◆ The task
Return exactly the lines of the data below, from the one that contains "Find the location of a particular element. The image" through the final line, and leave out every picture.

◆ Extracted records
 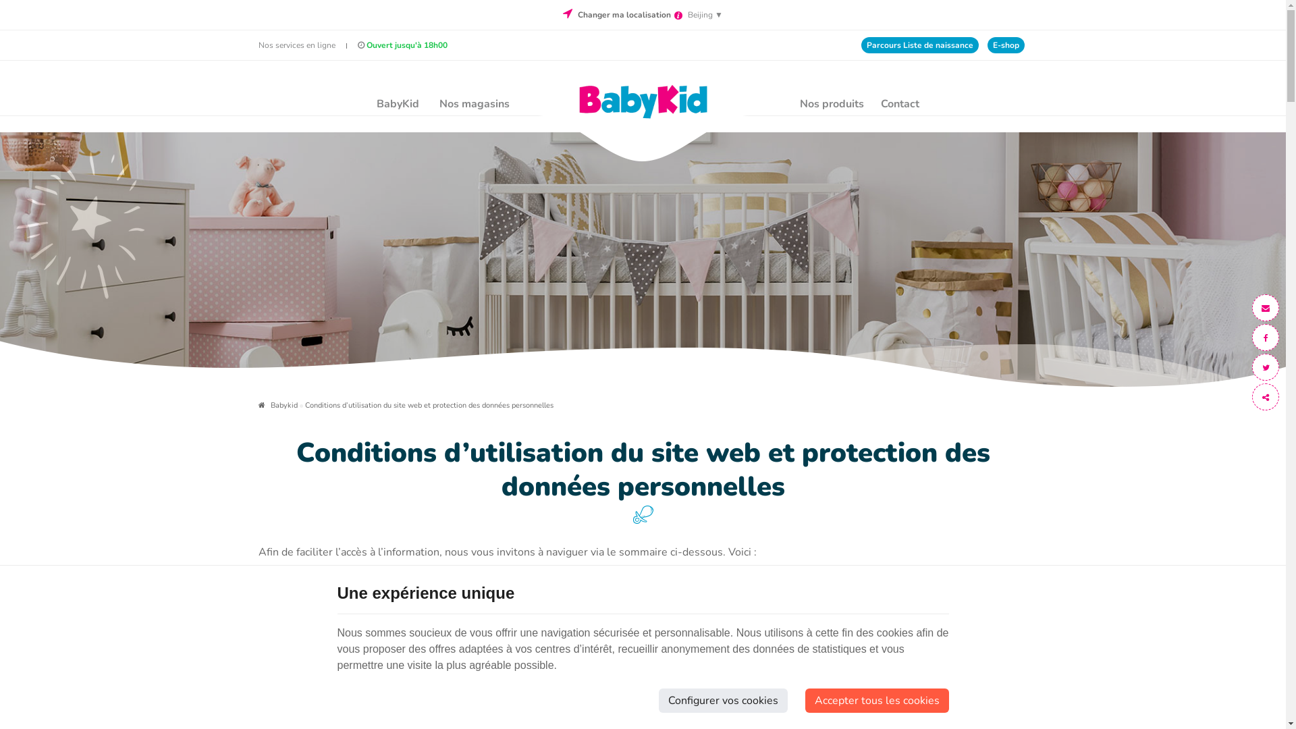 I want to click on Contact, so click(x=896, y=104).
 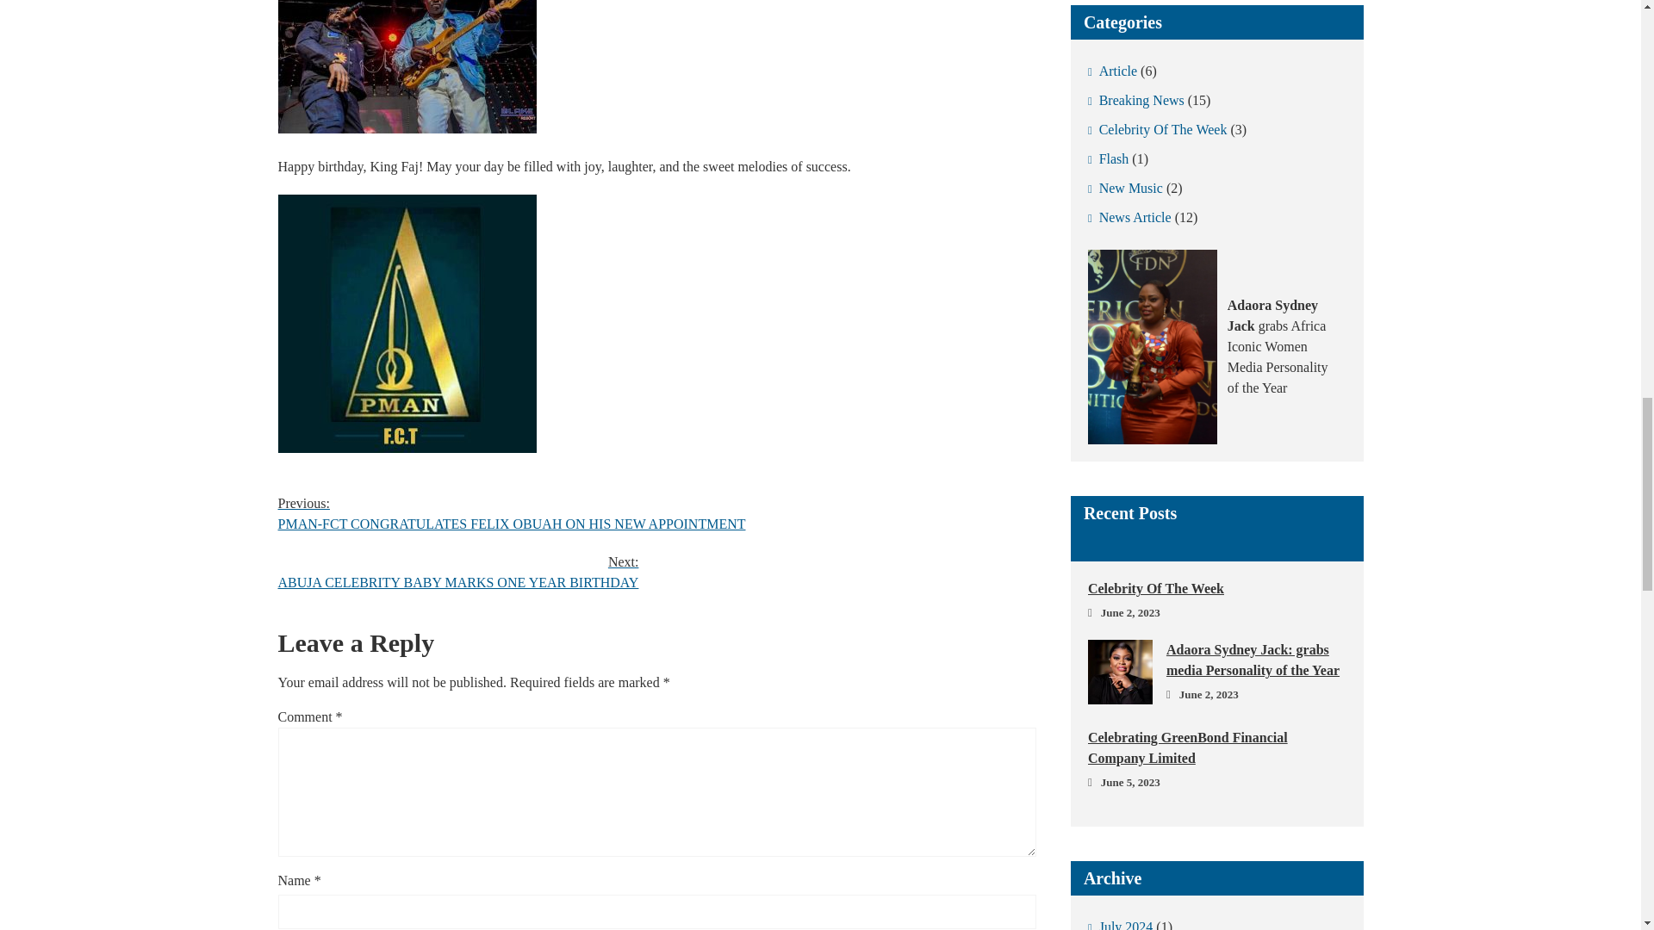 What do you see at coordinates (1158, 129) in the screenshot?
I see `Flash` at bounding box center [1158, 129].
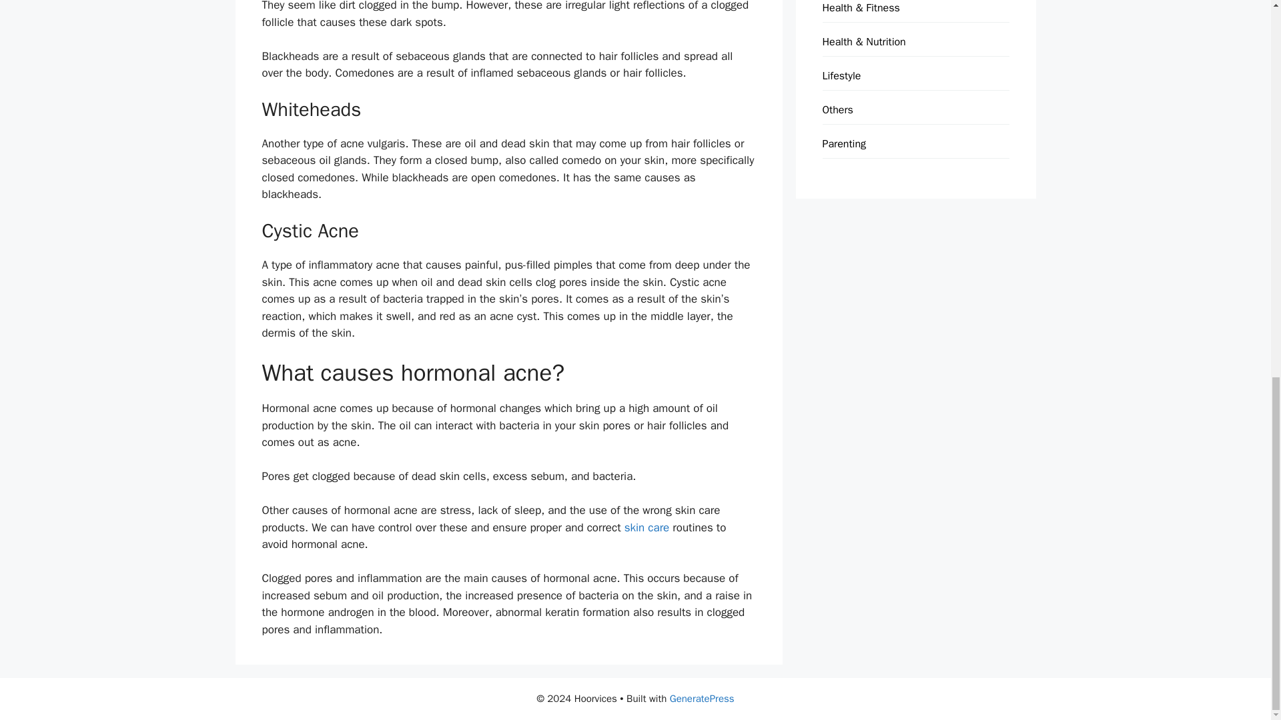 This screenshot has width=1281, height=720. I want to click on Lifestyle, so click(841, 76).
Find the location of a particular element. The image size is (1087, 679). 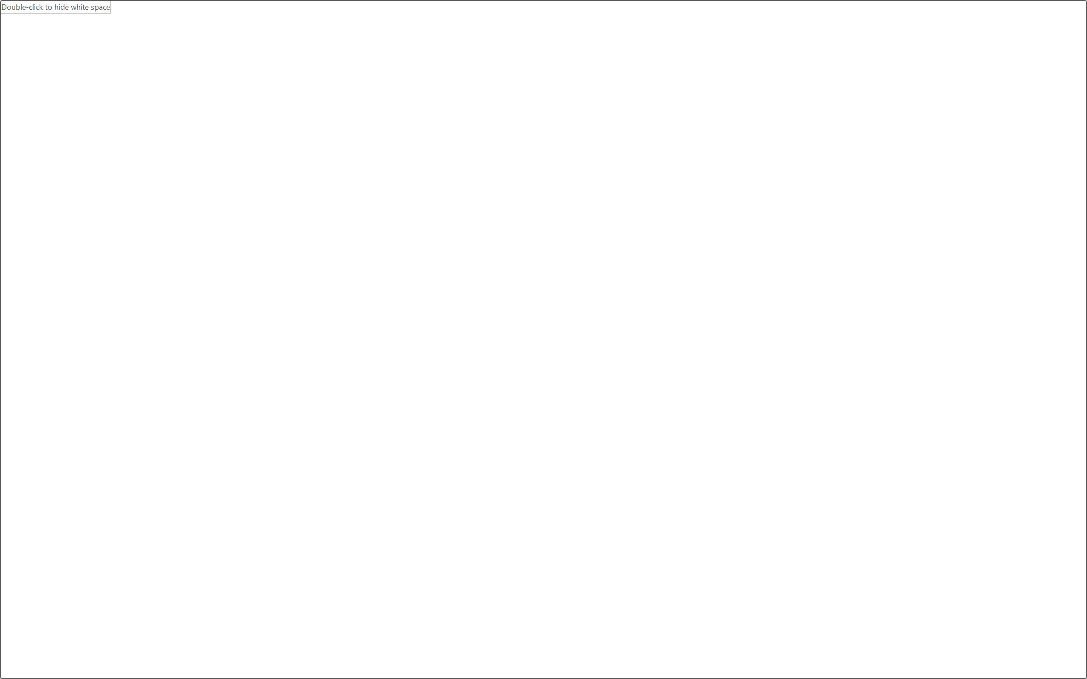

Help is located at coordinates (430, 40).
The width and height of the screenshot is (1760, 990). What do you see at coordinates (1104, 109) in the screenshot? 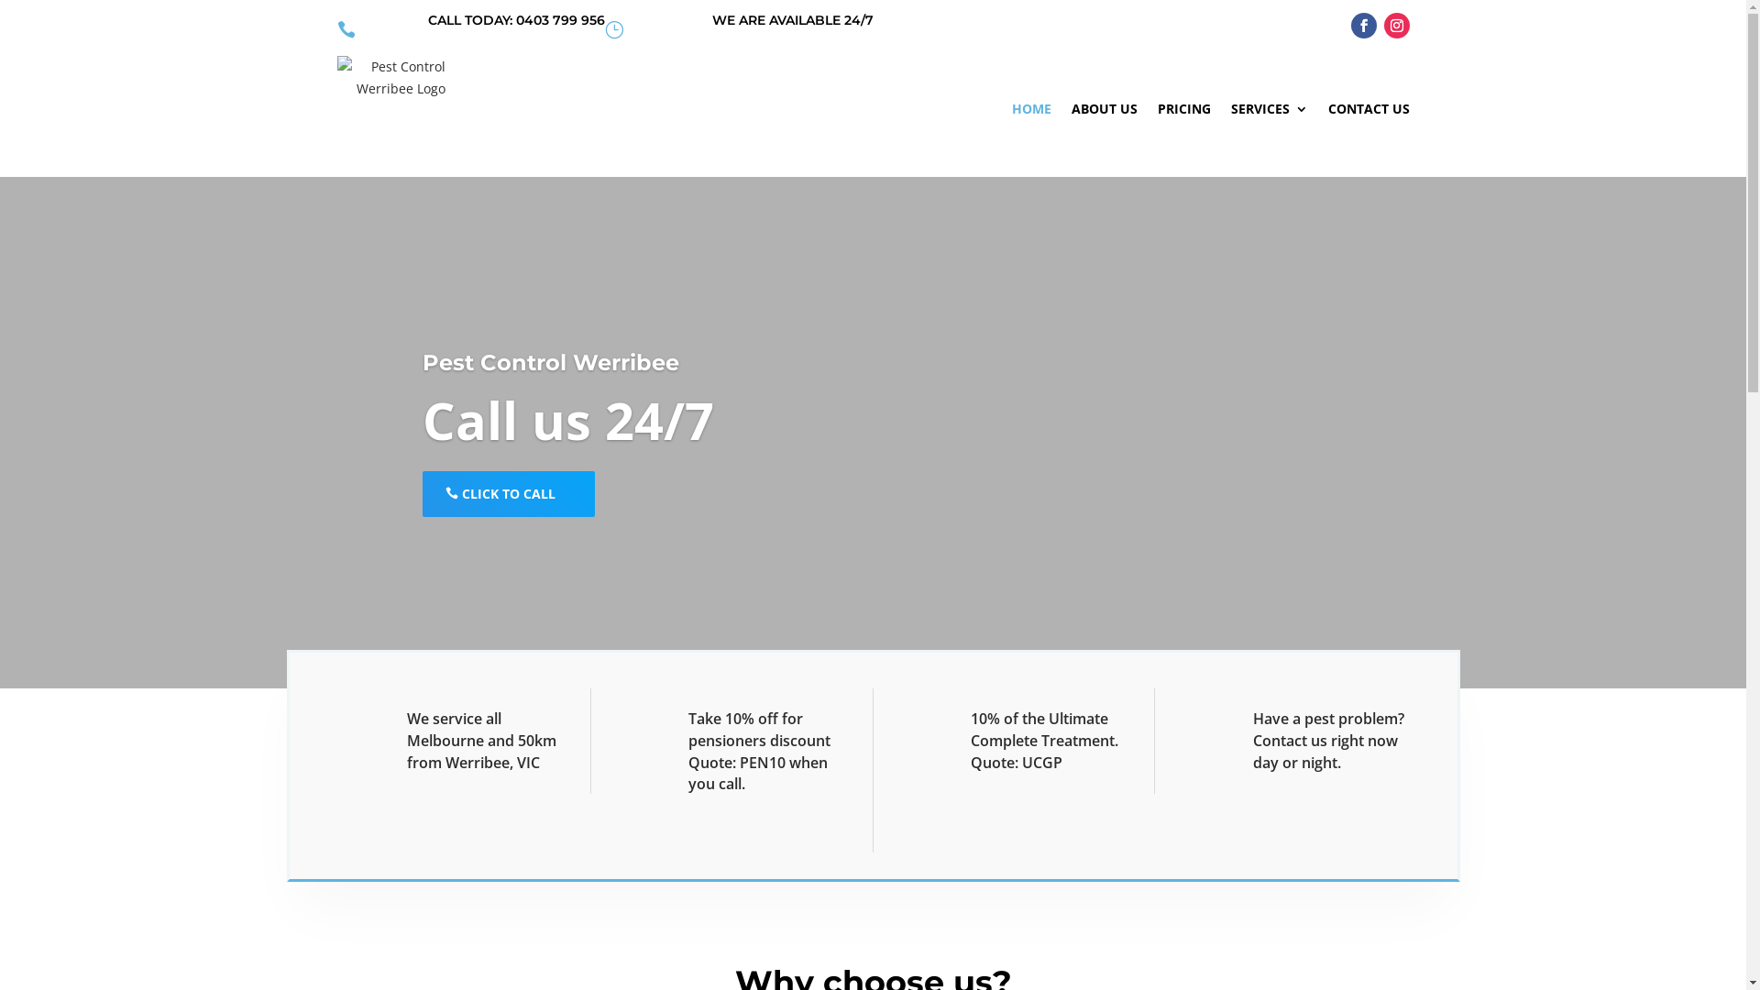
I see `ABOUT US` at bounding box center [1104, 109].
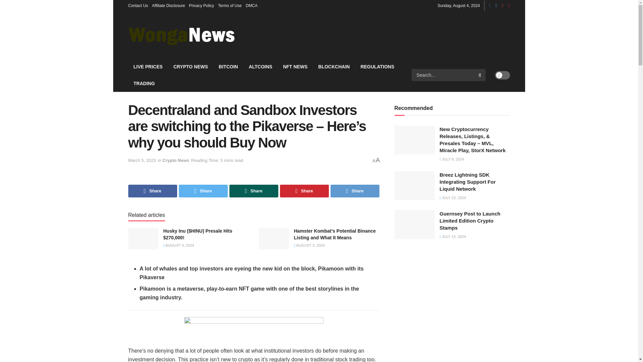 Image resolution: width=643 pixels, height=362 pixels. What do you see at coordinates (251, 5) in the screenshot?
I see `DMCA` at bounding box center [251, 5].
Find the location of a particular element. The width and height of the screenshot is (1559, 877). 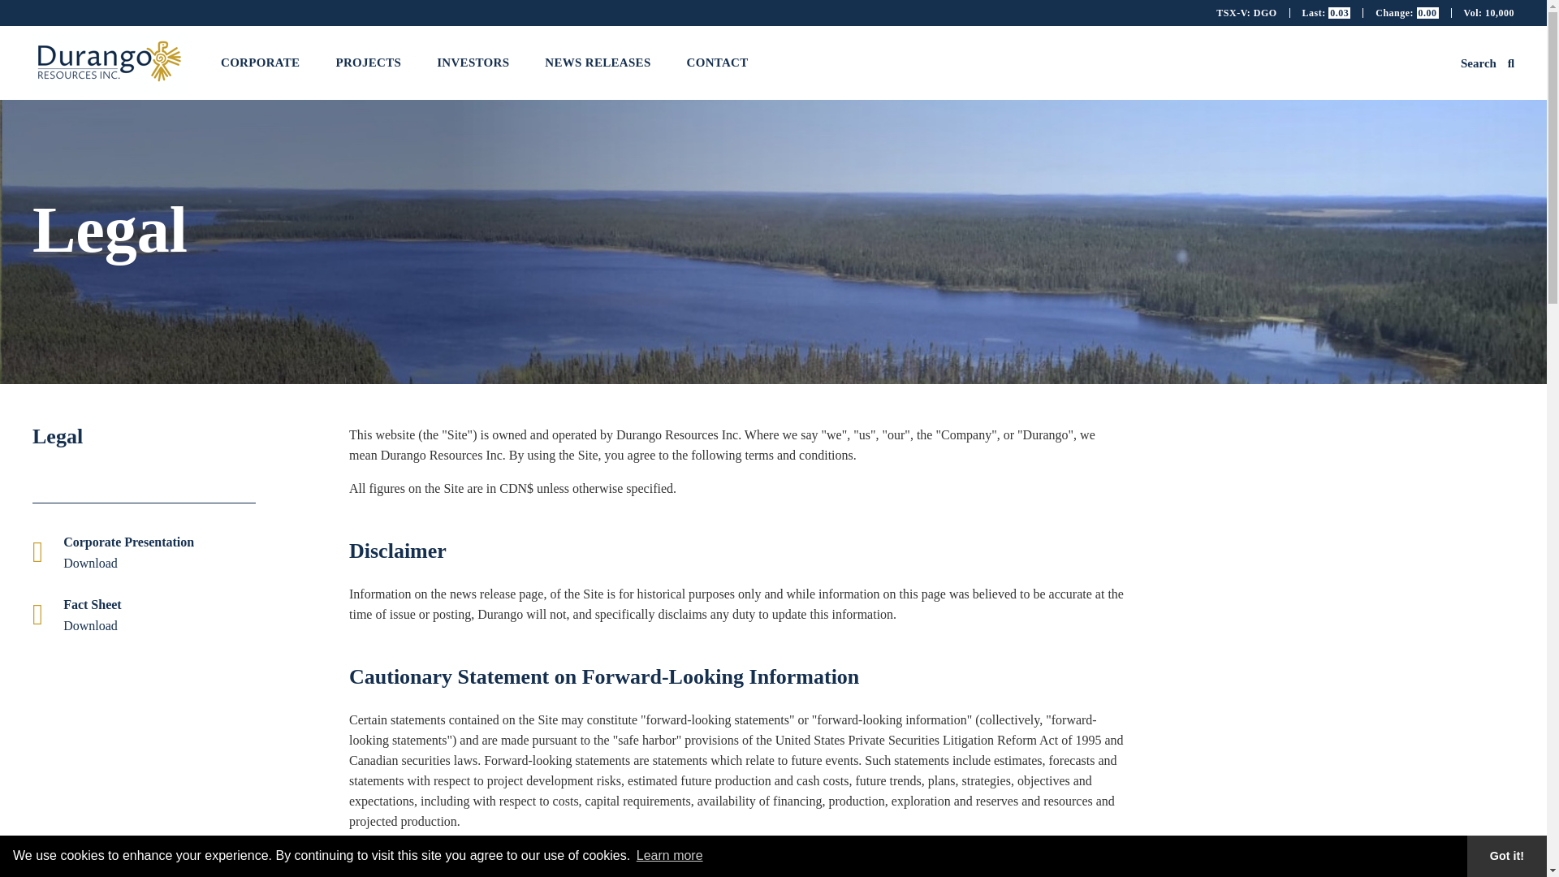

◆ Result for this exercise
Find the location of a particular element. The image size is (1087, 679). 

Help is located at coordinates (430, 40).
The width and height of the screenshot is (1760, 990). What do you see at coordinates (1104, 109) in the screenshot? 
I see `ABOUT US` at bounding box center [1104, 109].
 Image resolution: width=643 pixels, height=362 pixels. What do you see at coordinates (251, 5) in the screenshot?
I see `DMCA` at bounding box center [251, 5].
Find the location of a particular element. The width and height of the screenshot is (1559, 877). 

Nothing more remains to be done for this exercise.